- From: Vincent Quint <Vincent.Quint@inrialpes.fr>
- Date: Tue, 11 Feb 2003 18:09:58 +0100
- To: Bartolomé Sintes Marco <BartolomeSintes@ono.com>
- Cc: "Lista Amaya" <www-amaya@w3.org>, Vincent.Quint@inrialpes.fr
Bartolomé Sintes Marco wrote: > > Bug 1 > > Amaya displays strange colors when the name of the colors in the > CSS file begins with light-, medium- or pale-. > For example: > h1 { background-color: light-yellow; } > p { background-color: light-blue; } Bug fixed.
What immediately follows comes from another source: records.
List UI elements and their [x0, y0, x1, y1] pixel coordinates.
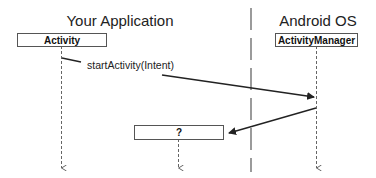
lane-title-app: Your Application — [66, 12, 173, 29]
start-activity-arrow-segment — [62, 58, 81, 62]
start-activity-arrow — [162, 75, 314, 97]
start-activity-label: startActivity(Intent) — [87, 59, 174, 71]
return-arrow — [229, 108, 316, 133]
activity-manager-box: ActivityManager — [275, 33, 358, 47]
unknown-box: ? — [134, 125, 224, 140]
lane-title-os: Android OS — [279, 12, 357, 29]
activity-box: Activity — [17, 33, 107, 47]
Those names are now considered as invalid color names. > - - - - - - - - - - - - -- - > > Bug 2 (not so sure) > > Amaya displays "grey" color like "gray" and "lightgray" color like "lightgrey" > but the correct names are only "gray" and "lightgrey", aren't they? They are. > "grey" and "lightgray" values are shown by Amaya and Mozilla, but are not shown > by Internet Explorer. These colors are accepted by Amaya. Not sure they should be removed... > - - - - - - - - - > > Suggestion 1 > > If incorrect names are written in a style attribute (for example, background-color: foofoo;), > a warning message (Invalid color value "foofoo") is shown in the parsing error view. > But this message is displayed only the first time the attribute is set. If the document is > saved and reopened, the message is not displayed. > > Could the parsing that detects the error be included in every opening or saving of a XHTML > document (or a CSS file)? OK. Amaya behaves the way you suggest now. > - - - - - - - - - - > > Best regards, Thanks for your comments. > Bartolome Sintes Marco (htttp://www.mclibre.org) Vincent.